Altered Craft

Altered Craft

Conductor and the Agent Orchestration Environment

Managing five AI agents from one interface

Sam Keen's avatar
Sam Keen
Feb 25, 2026
∙ Paid

I have five Claude Code instances running right now. Two are implementing features across different services. One is writing tests. One is doing deep research for an upcoming article. The fifth is investigating a bug report. None of them know about each other, and none of them are stepping on each other’s work.

A few months ago, for me, this would have been five terminal windows, five mental threads to track, and a constant low-grade anxiety about which session was doing what. The terminal-per-agent workflow works right up until the cognitive load of managing it doesn’t. What changed wasn’t discipline. It was tooling.

The tool making this possible is Conductor. I’ve been using it daily for about a month, and while the tool itself is worth examining, what it represents might matter more. Conductor is one of the first purpose-built applications for a workflow that didn’t exist two years ago: managing multiple AI coding agents simultaneously, reviewing their output, and merging results into your codebase.

It’s not an IDE. It’s not trying to be. It literally has a button to send you out to your preferred editor when you need to do IDE work. That distinction hints at a new kind of tool entirely, one built not for writing code but for managing the things that write code.

I want to be clear about my position here. I’m not being paid by Conductor. I don’t have a stake in their success. I’m a developer who’s been exploring AI coding tools full-time, and Conductor is the tool that stuck in my daily workflow. What follows is an honest assessment of what it does, what it doesn’t, and why I think it signals something bigger than itself.

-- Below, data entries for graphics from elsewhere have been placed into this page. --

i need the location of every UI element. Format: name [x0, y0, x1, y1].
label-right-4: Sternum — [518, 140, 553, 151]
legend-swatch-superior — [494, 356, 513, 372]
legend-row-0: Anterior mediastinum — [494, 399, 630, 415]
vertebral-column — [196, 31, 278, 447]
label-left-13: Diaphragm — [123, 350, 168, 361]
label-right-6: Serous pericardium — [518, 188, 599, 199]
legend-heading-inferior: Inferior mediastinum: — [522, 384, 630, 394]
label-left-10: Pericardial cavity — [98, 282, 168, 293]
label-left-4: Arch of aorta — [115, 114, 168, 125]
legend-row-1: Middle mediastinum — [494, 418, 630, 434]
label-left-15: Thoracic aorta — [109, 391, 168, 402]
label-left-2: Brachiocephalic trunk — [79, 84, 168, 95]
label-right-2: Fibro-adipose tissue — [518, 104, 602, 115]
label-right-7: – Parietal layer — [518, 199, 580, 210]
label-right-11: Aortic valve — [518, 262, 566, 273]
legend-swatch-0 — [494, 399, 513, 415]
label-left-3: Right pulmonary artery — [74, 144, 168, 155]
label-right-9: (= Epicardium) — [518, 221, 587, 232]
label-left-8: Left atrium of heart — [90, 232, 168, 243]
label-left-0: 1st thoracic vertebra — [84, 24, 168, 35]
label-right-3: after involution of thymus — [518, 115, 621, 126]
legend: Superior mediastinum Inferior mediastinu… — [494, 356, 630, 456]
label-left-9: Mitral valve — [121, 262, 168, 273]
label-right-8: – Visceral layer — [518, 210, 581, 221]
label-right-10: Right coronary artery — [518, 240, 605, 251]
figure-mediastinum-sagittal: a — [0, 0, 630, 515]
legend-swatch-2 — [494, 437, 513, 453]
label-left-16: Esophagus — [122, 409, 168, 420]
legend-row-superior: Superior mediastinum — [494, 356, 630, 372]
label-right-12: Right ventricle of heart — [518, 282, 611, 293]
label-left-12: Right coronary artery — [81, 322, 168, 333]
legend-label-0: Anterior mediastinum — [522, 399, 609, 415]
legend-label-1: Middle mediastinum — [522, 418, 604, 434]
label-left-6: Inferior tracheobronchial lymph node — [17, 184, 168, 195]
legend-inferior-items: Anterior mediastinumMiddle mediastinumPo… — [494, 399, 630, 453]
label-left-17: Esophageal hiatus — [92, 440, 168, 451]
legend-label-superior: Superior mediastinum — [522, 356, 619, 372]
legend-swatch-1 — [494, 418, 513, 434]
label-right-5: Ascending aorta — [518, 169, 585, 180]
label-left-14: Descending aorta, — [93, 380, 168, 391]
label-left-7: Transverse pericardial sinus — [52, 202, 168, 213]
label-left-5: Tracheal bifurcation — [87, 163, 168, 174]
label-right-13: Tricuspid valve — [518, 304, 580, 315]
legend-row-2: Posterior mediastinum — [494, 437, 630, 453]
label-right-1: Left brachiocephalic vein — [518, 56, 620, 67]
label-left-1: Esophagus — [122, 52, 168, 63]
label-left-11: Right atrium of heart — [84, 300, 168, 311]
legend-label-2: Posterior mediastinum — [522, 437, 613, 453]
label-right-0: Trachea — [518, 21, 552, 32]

What Conductor Actually Does

Conductor is a macOS desktop application that wraps Claude Code in a GUI designed for parallel AI-assisted development. At its core, it solves a specific problem: running multiple Claude Code instances in parallel without them colliding. It does this through workspaces, isolated copies of your Git repository, each on its own branch. You spin up a new workspace, give the agent a task, and it operates on its own copy of the codebase. Changes from one agent never interfere with another while they’re working.

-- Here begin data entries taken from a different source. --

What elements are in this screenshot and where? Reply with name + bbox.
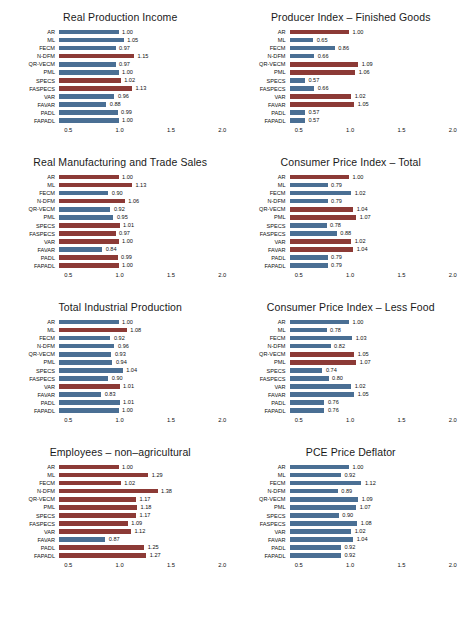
axis-tick-label: 0.5 (295, 417, 303, 423)
bar (58, 407, 120, 414)
bar-row: ML1.05 (58, 36, 233, 44)
bar-rows: AR1.00ML1.29FECM1.02N-DFM1.38QR-VECM1.17… (58, 463, 233, 560)
bar (58, 85, 133, 92)
category-label: PADL (271, 399, 288, 407)
bar-rows: AR1.00ML1.08FECM0.92N-DFM0.96QR-VECM0.93… (58, 318, 233, 415)
category-label: SPECS (267, 222, 289, 230)
chart-title: Real Manufacturing and Trade Sales (6, 155, 235, 169)
category-label: QR-VECM (29, 495, 58, 503)
x-axis: 0.51.01.52.0 (58, 125, 233, 140)
bar-track: 0.74 (289, 366, 464, 374)
bar-value-label: 1.00 (350, 318, 363, 327)
bar-row: FAPADL1.00 (58, 117, 233, 125)
bar-row: FASPECS1.08 (289, 520, 464, 528)
bar-row: FECM1.02 (58, 479, 233, 487)
bar-track: 1.01 (58, 221, 233, 229)
bar (289, 504, 358, 511)
chart-plot-area: AR1.00ML0.92FECM1.12N-DFM0.89QR-VECM1.09… (237, 463, 466, 575)
category-label: QR-VECM (259, 495, 288, 503)
category-label: FECM (39, 44, 58, 52)
bar-track: 1.08 (58, 326, 233, 334)
bar (58, 512, 137, 519)
bar-row: N-DFM0.82 (289, 342, 464, 350)
bar-track: 0.57 (289, 117, 464, 125)
bar-row: PML0.94 (58, 358, 233, 366)
category-label: N-DFM (37, 342, 58, 350)
bar-track: 0.79 (289, 254, 464, 262)
bar-row: PML0.95 (58, 213, 233, 221)
bar (289, 182, 329, 189)
bar-row: PADL0.79 (289, 254, 464, 262)
category-label: FASPECS (29, 85, 58, 93)
category-label: PADL (271, 254, 288, 262)
bar (58, 254, 119, 261)
chart-title: Producer Index – Finished Goods (237, 10, 466, 24)
bar-rows: AR1.00ML1.13FECM0.90N-DFM1.06QR-VECM0.92… (58, 173, 233, 270)
bar (289, 319, 351, 326)
bar-row: SPECS1.17 (58, 511, 233, 519)
category-label: ML (47, 36, 58, 44)
chart-plot-area: AR1.00ML1.29FECM1.02N-DFM1.38QR-VECM1.17… (6, 463, 235, 575)
chart-panel: Real Manufacturing and Trade SalesAR1.00… (6, 155, 235, 300)
bar-track: 0.92 (289, 552, 464, 560)
bar (289, 230, 338, 237)
bar-row: N-DFM0.66 (289, 52, 464, 60)
bar-track: 1.04 (58, 366, 233, 374)
bar-value-label: 1.38 (159, 487, 172, 496)
bar-row: FAVAR0.83 (58, 391, 233, 399)
chart-panel: Real Production IncomeAR1.00ML1.05FECM0.… (6, 10, 235, 155)
bar-track: 1.00 (289, 173, 464, 181)
bar-row: PML1.07 (289, 213, 464, 221)
bar-row: PML1.07 (289, 358, 464, 366)
bar (58, 383, 121, 390)
bar-row: VAR1.00 (58, 238, 233, 246)
bar-row: N-DFM0.89 (289, 487, 464, 495)
bar-value-label: 1.06 (126, 197, 139, 206)
category-label: AR (47, 28, 58, 36)
bar (289, 552, 342, 559)
bar-row: FAVAR0.88 (58, 101, 233, 109)
bar (289, 359, 358, 366)
bar-value-label: 0.83 (102, 390, 115, 399)
chart-panel: Producer Index – Finished GoodsAR1.00ML0… (237, 10, 466, 155)
bar-track: 1.04 (289, 246, 464, 254)
bar-track: 0.79 (289, 262, 464, 270)
category-label: N-DFM (267, 197, 288, 205)
bar-row: FAVAR1.04 (289, 246, 464, 254)
category-label: FAVAR (268, 391, 289, 399)
bar-value-label: 1.13 (133, 181, 146, 190)
bar-row: AR1.00 (58, 28, 233, 36)
chart-plot-area: AR1.00ML0.78FECM1.03N-DFM0.82QR-VECM1.05… (237, 318, 466, 430)
chart-page: Real Production IncomeAR1.00ML1.05FECM0.… (0, 0, 471, 623)
bar-value-label: 1.00 (120, 463, 133, 472)
chart-title: Total Industrial Production (6, 300, 235, 314)
bar-row: FAPADL0.79 (289, 262, 464, 270)
bar-track: 1.08 (289, 520, 464, 528)
bar-track: 1.09 (289, 495, 464, 503)
category-label: FECM (270, 44, 289, 52)
bar-row: N-DFM1.06 (58, 197, 233, 205)
bar-row: VAR1.12 (58, 528, 233, 536)
bar-track: 1.05 (289, 391, 464, 399)
bar (289, 61, 360, 68)
bar-value-label: 1.29 (149, 471, 162, 480)
bar (58, 480, 122, 487)
bar-track: 1.09 (289, 60, 464, 68)
bar (289, 29, 351, 36)
category-label: FECM (270, 334, 289, 342)
category-label: FASPECS (29, 520, 58, 528)
category-label: ML (47, 326, 58, 334)
bar-track: 1.00 (58, 407, 233, 415)
category-label: PADL (271, 544, 288, 552)
bar-track: 1.04 (289, 205, 464, 213)
axis-tick-label: 2.0 (218, 272, 226, 278)
bar (58, 101, 107, 108)
category-label: SPECS (36, 367, 58, 375)
bar-row: ML1.08 (58, 326, 233, 334)
bar-track: 1.07 (289, 358, 464, 366)
bar (289, 528, 353, 535)
bar-track: 1.29 (58, 471, 233, 479)
bar-row: FAVAR0.84 (58, 246, 233, 254)
bar-row: PADL1.01 (58, 399, 233, 407)
bar-row: VAR1.02 (289, 528, 464, 536)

Workspace showing multiple parallel agents

Conductor uses the official Claude Code SDK, not a custom harness. As one of the team members confirmed publicly: it’s the same quality as native Claude Code, with an orchestration layer on top. Recently they added OpenAI Codex as a selectable model alongside Claude, which the team describes as useful for precise, surgical edits that complement Claude’s broader reasoning.

The application is currently free, funded by seed capital from Y Combinator, with future monetization planned around team collaboration features.